Learning in the field
Nord Country School’s harvest event teaches kids about food, farming.
Ask the students at Nord Country School where bread comes from, and they may tell you, or even just show you.
Tucked behind the charter school’s classroom buildings and playground are acres of wheat and a garden brimming with roses, vegetables, pumpkins and gourds. Green, orange and brown fall colors provide the backdrop to the educational program.
Students are learning, experientially, about where food comes from. The Nord community has much to do with that, as neighborhood volunteers plant, fertilize, harvest and mill wheat-flour with the students on the school grounds, using horse-drawn equipment from the early 20th century.
Located amid orchards and farmland in a community with a population of 380—about a five-minute drive north of Chico—this school is surprisingly rich in history.
Originally started by pioneers in 1867, Nord School remains the heart of the town. So when Chico Unified School District, facing a budget crisis, decided to shut it down in 2005, Nord residents stepped up.
In an unheard of three-month turnaround, Nord Country School became a K-6 charter school, said the school’s principal, Kathy Dahlgren. In the charter, a big emphasis was on preserving the school’s small size and fostering community. “We’re a big family out here,” she said.

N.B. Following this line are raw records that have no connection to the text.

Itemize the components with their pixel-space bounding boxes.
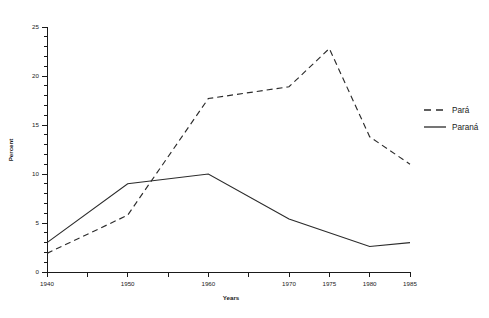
y-tick-label: 0 [36,268,40,275]
x-tick-label: 1950 [121,280,135,287]
x-tick-label: 1985 [403,280,417,287]
y-tick-label: 25 [32,23,39,30]
x-axis-title: Years [223,294,240,301]
chart-canvas: 0510152025 1940195019601970197519801985 … [0,0,489,318]
y-axis-title: Percent [7,139,14,162]
legend-label: Paraná [452,123,479,132]
legend-label: Pará [452,106,470,115]
series-line-parana [47,174,410,247]
y-tick-label: 10 [32,170,39,177]
y-axis: 0510152025 [32,23,47,275]
x-tick-label: 1940 [40,280,54,287]
x-tick-label: 1980 [363,280,377,287]
y-tick-label: 20 [32,72,39,79]
series-line-para [47,49,410,254]
y-tick-label: 5 [36,219,40,226]
x-tick-label: 1975 [322,280,336,287]
x-tick-label: 1960 [201,280,215,287]
line-chart: 0510152025 1940195019601970197519801985 … [0,0,489,318]
x-axis: 1940195019601970197519801985 [40,272,417,287]
y-tick-label: 15 [32,121,39,128]
x-tick-label: 1970 [282,280,296,287]
series-lines [47,49,410,254]
chart-legend: ParáParaná [424,106,479,132]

Luke and Donna Messenger have lived next door to the school for about 23 years, and both of their children have attended. When the school got its charter, the Messengers volunteered to plant a field of wheat behind the existing garden on the school grounds.
“They’re learning, by being exposed to this, that bread doesn’t just come from the grocery store,” Donna said.

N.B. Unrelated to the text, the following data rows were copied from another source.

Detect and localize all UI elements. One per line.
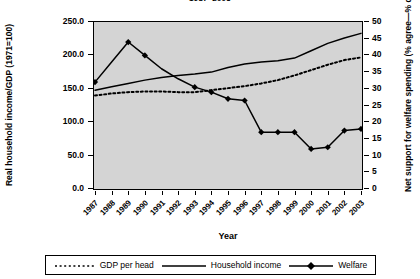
x-tick-mark [261, 191, 262, 195]
plot-area [93, 21, 363, 190]
x-tick-mark [195, 191, 196, 195]
legend-item-household-income: Household income [161, 260, 281, 270]
right-tick-label: 50 [372, 17, 394, 26]
series-line-gdp-per-head [95, 57, 361, 95]
x-tick-mark [295, 191, 296, 195]
series-line-welfare [95, 42, 361, 149]
right-tick-label: 45 [372, 34, 394, 43]
left-tick-mark [88, 21, 93, 22]
left-tick-mark [88, 54, 93, 55]
left-tick-mark [88, 121, 93, 122]
right-tick-label: 0 [372, 184, 394, 193]
x-axis-title: Year [93, 231, 363, 241]
right-tick-mark [364, 54, 369, 55]
x-tick-mark [162, 191, 163, 195]
legend-swatch-dotted-icon [54, 261, 96, 270]
x-tick-mark [128, 191, 129, 195]
left-tick-label: 0.0 [48, 184, 84, 193]
right-tick-label: 15 [372, 134, 394, 143]
right-tick-mark [364, 155, 369, 156]
x-tick-mark [178, 191, 179, 195]
series-line-household-income [95, 33, 361, 90]
left-tick-label: 50.0 [48, 151, 84, 160]
chart-legend: GDP per head Household income Welfare [45, 255, 376, 275]
left-axis-title: Real household income/GDP (1971=100) [4, 190, 174, 200]
left-tick-label: 150.0 [48, 84, 84, 93]
left-tick-label: 250.0 [48, 17, 84, 26]
x-tick-mark [211, 191, 212, 195]
legend-item-welfare: Welfare [288, 260, 367, 271]
right-tick-mark [364, 138, 369, 139]
left-tick-mark [88, 155, 93, 156]
chart-title: 1987–2003 [0, 0, 420, 3]
legend-item-gdp-per-head: GDP per head [54, 260, 154, 270]
right-tick-label: 20 [372, 117, 394, 126]
left-tick-mark [88, 188, 93, 189]
right-tick-mark [364, 38, 369, 39]
right-tick-mark [364, 71, 369, 72]
series-marker-welfare [242, 97, 248, 103]
legend-label: GDP per head [100, 260, 154, 270]
x-tick-mark [112, 191, 113, 195]
series-marker-welfare [192, 84, 198, 90]
right-tick-label: 10 [372, 151, 394, 160]
x-tick-mark [145, 191, 146, 195]
right-tick-mark [364, 105, 369, 106]
right-tick-mark [364, 188, 369, 189]
x-tick-mark [228, 191, 229, 195]
series-canvas [94, 22, 362, 189]
right-tick-mark [364, 21, 369, 22]
series-marker-welfare [225, 96, 231, 102]
chart-figure: 1987–2003 Real household income/GDP (197… [0, 0, 420, 279]
right-tick-label: 25 [372, 101, 394, 110]
series-marker-welfare [358, 126, 362, 132]
right-tick-label: 5 [372, 167, 394, 176]
series-marker-welfare [275, 129, 281, 135]
left-tick-label: 100.0 [48, 117, 84, 126]
x-tick-mark [245, 191, 246, 195]
x-tick-mark [95, 191, 96, 195]
x-tick-mark [361, 191, 362, 195]
x-tick-mark [344, 191, 345, 195]
right-tick-mark [364, 88, 369, 89]
left-tick-label: 200.0 [48, 50, 84, 59]
right-tick-mark [364, 171, 369, 172]
x-tick-mark [278, 191, 279, 195]
legend-swatch-solid-icon [161, 261, 207, 270]
x-tick-mark [328, 191, 329, 195]
series-marker-welfare [258, 129, 264, 135]
right-tick-label: 35 [372, 67, 394, 76]
right-tick-mark [364, 121, 369, 122]
left-tick-mark [88, 88, 93, 89]
legend-label: Welfare [338, 260, 367, 270]
right-axis-title: Net support for welfare spending (% agre… [403, 192, 420, 202]
right-tick-label: 30 [372, 84, 394, 93]
x-tick-mark [311, 191, 312, 195]
right-tick-label: 40 [372, 50, 394, 59]
legend-swatch-diamond-line-icon [288, 260, 334, 271]
legend-label: Household income [211, 260, 281, 270]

In the process, children are also learning the value of community. Part of that includes an annual Harvest Festival. Parents, grandparents, toddlers and students gathered together at the school Oct. 2 for this year’s celebration.
The event was not just a chance for children to gorge themselves on candied apples and snow cones or to jump on a large, inflated bounce house. It provided a snapshot of Nord’s farming legacy and actively involved community.
Ernie Dalton, a tall and thin Nord resident wearing a cowboy hat, stood behind a tabletop mill that was slowly and quietly grinding flour. He helped children spoon wheat flour, from wheat grown at the school, into brown paper lunch sacks that they could take home. As a bonus, he offered apples grown in his own front yard.
“I grew too many apples this year,” he said with a smile.
Nearby, another, younger man, also in a cowboy hat, pounded out horseshoes over glowing hot coals while children lined up next to him to watch. A step farther, a man was helping kids make pieces of rope on an antique, hand-cranked device.
Volunteers sold painted gourd birdhouses (made from the school’s gourds) and other handmade crafts. Among the wares, baskets of bread made from the school’s wheat flour, and baked by Tin Roof Bakery, were for sale beside bags of flour. Bales of hay dotted the landscape, doubling as decoration and seating.
At the opposite end of the playground, several members of the Chico-area Vintage Iron Club and the Early Day Gas Engine and Tractor Association displayed and discussed their collections of farm equipment from the early 1900s. Ken Roehr, an 86-year-old Navy veteran from Paradise, told onlookers about how farmers used to use gas-powered engines, like the ones on display, to power everything from laundry machines to harvesting equipment.
Roehr described his own experience farming as a child in northern Iowa. He and his father used horses—not anything like the engines on display. “That’s why I play with these,” he said of the gas-powered machines. “We were so envious of people who had them.”
The heart of the festival,however, was in the field. While volunteers from the Golden State Draft Horse and Mule Club led wagon rides in two groups, Luke Messenger, the school’s neighbor, and 9-year-old Nord student Mitchell Steele worked with other volunteers bundling wheat stalks and loading them onto a horse-drawn trailer with pitchforks. It was a culmination of what students had been learning about throughout the year—from planting, fertilizing, watering and growing of the crops to harvesting and using them.
During the previous week, Luke had been taking classes out into the field. The best part was seeing the children as they rubbed the wheat in their palms, he said. They got the berries out of the heads of wheat and ate them. It is not official curriculum and they are not going to be tested, but the lessons are lasting, he said.
“They are going to come away from this school knowing what a lot of kids don’t get to learn,” Luke said.
The daily activities continue with the students, teachers and parents gathering each morning at the flagpole to say the Pledge of Allegiance and sing the national anthem. Now, when the children sing about “amber waves of grain,” they can glance toward the field and know exactly what that means.